Juliana Cochnar learned that her mother had been diagnosed with breast cancer while Juliana was out traveling the world for two years. When she stopped in Australia, she called her mother, Barbara, who shared the news. The first thing Cochnar said to her mother was, “I’m coming home to help you,” but her mother had a different outlook. “Oh, no you’re not. You’re staying and doing what I can’t do.” Months later, when her travels were finished, Juliana returned home to her mother’s side.
What happened to Cochnar from her travels and witnessing her mother’s challenges made her aware of life’s bigger picture. “I had to give back,” she said, seated across from me at a San Francisco sidewalk café. “More women were going to struggle with this disease.” It’s not an uncommon path, individuals moved to make a change in the world when someone they love is struck with adversity.

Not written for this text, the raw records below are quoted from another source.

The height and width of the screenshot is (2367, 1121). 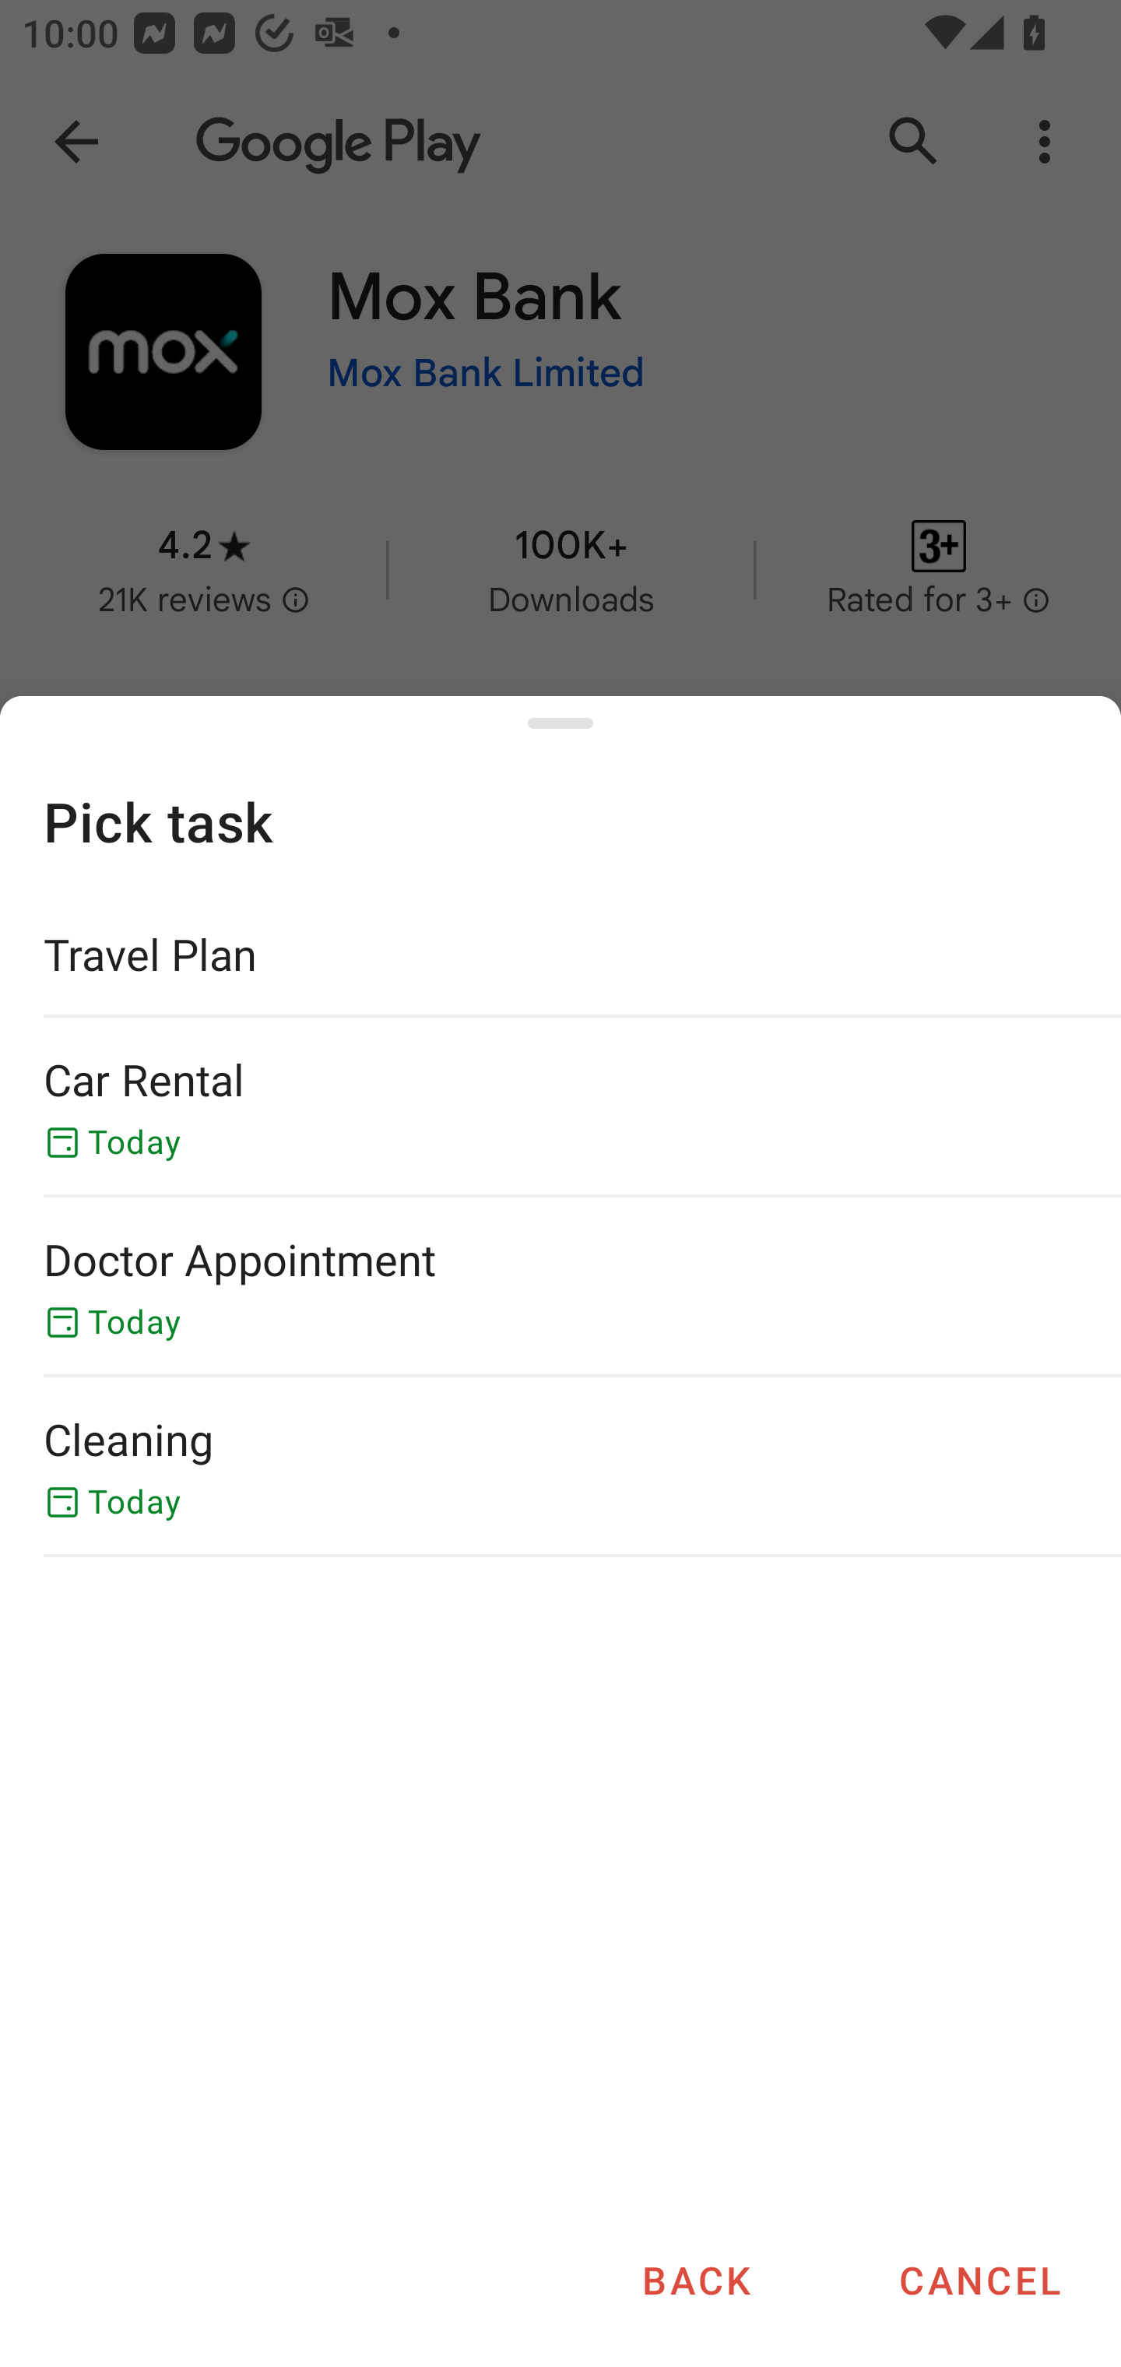 I want to click on Doctor Appointment Today, so click(x=560, y=1286).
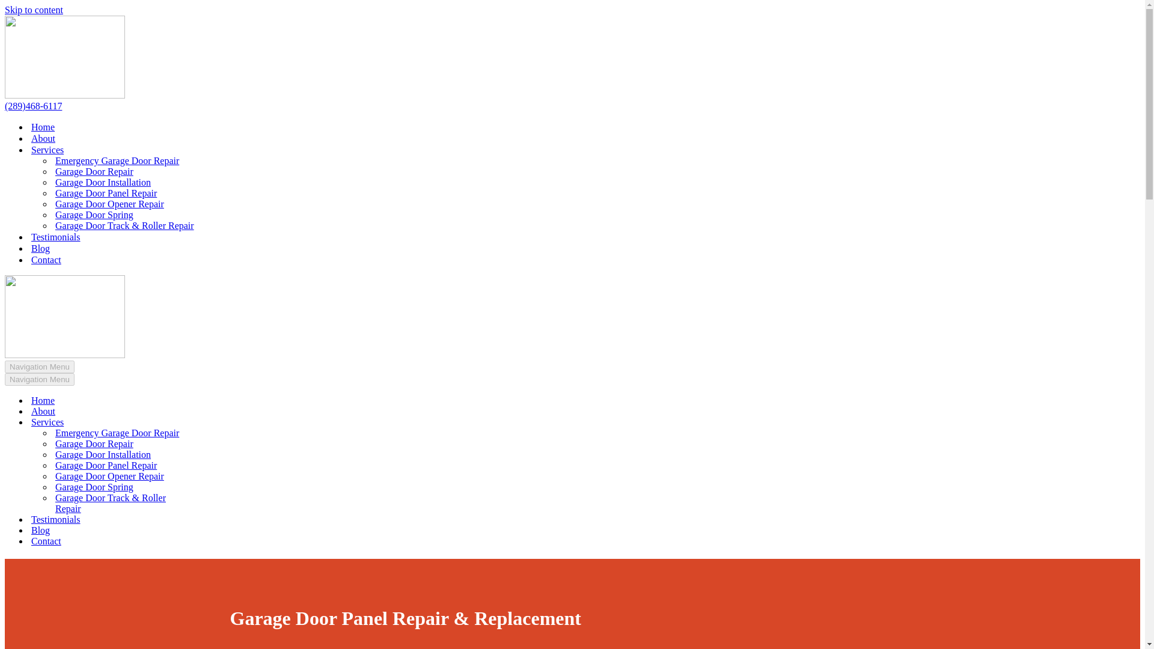  I want to click on About, so click(125, 412).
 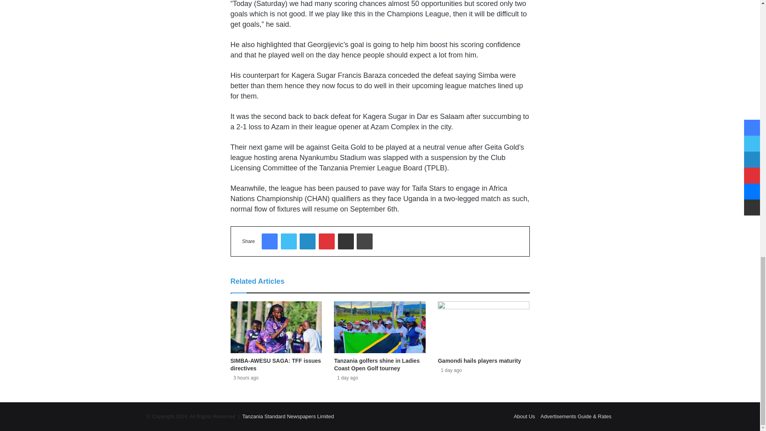 I want to click on Twitter, so click(x=289, y=241).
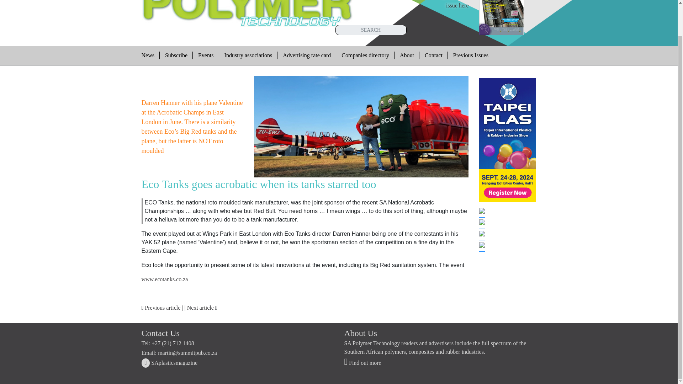  I want to click on Events, so click(248, 55).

But what Cochnar found when she set out to make a difference was that things took on a life of their own.
That next fall, in September of 2003, Cochnar began her work. She reacquainted herself with the same charity that she had volunteered with while in her sorority at college, Susan G. Komen Race for the Cure. Race for the Cure started as a promise from a younger sister to her older sister to find a way to speed up the breast cancer research process in finding a cure to honor older sister, Susan G. Komen’s life. Twenty-five years later, Race for the Cure is the most successful fundraising event for breast cancer, and, as of 2007, has raised nearly $1 billion in research funds.
Cochnar formed the team with her women friends, called Barbie and the Boob Brigade, in honor of her mother, of which I was a part. We dressed in all pink (I wore a hot pink Marge Simpson wig) and wore t-shirts made by Cochnar with the names printed on the back of those we had loved and lost. When we walked along the San Francisco Bay, I marveled at the amount of people who had been touched by this disease.
Cochnar invited her mother in from Baltimore for what her mother believed would be a mother-daughter weekend. Barbara arrived in San Francisco, not only to the surprise of joining Barbie and the Boob Brigade for the race, but also to a huge pre-party that her daughter had created called Beats for Boobs, that was also in her honor. Juliana presented her mother with a pink-sparkled scrapbook and filled it with photos and letters from friends and family, all who had pledged money, love, and support.
For event planning, Cochnar reached out to her already active social circle. “I thought, ‘Wait, I know so many people, I should make this larger.’” And her friends reached back. “My friend, Radhika, had lost her aunt to breast cancer, so she said, ‘We can do this to raise community awareness,’” which got the ball rolling to decide that Beats for Boobs would be an event that would also share women’s talents. Art and collaboration blossomed. Fashion designers put on a fashion show to strut their creations down a runway. Other women were in charge of the background visual art. A female DJ spun butt-shaking House music records and other women showcased and sold their art. Another woman friend of Cochnar’s had worked with the Komen foundation in college, so she spearheaded marketing for donations while four other women followed her lead. Four years later, the committees have multiplied, with sixteen women spearheading different areas of focus for the event.
As Cochnar continued to stretch herself, she was amazed to learn that everyone who offered to help out in some way had been personally affected by breast cancer. San Francisco’s Sauce restaurant donated food for the last two years—the mother of the two brothers who owned the restaurant was also a breast cancer survivor. Sauce sent one of their top chefs to the event in order to serve up dinner directly from their hearts. The event was held at the swanky open space, 111 Minna, an art gallery and club that held all six hundred guests. When the manager of Minna donated the space, Cochnar was blown away, but when he asked if he could set up a table to sell “Tough Titties” t-shirts from his own self-created breast cancer organization, Cochnar was thrilled. “Each person who donated a large chunk to our event had been touched by breast cancer, either by their mother, sister, grandmother, or aunt. I had so many people’s stories to share.”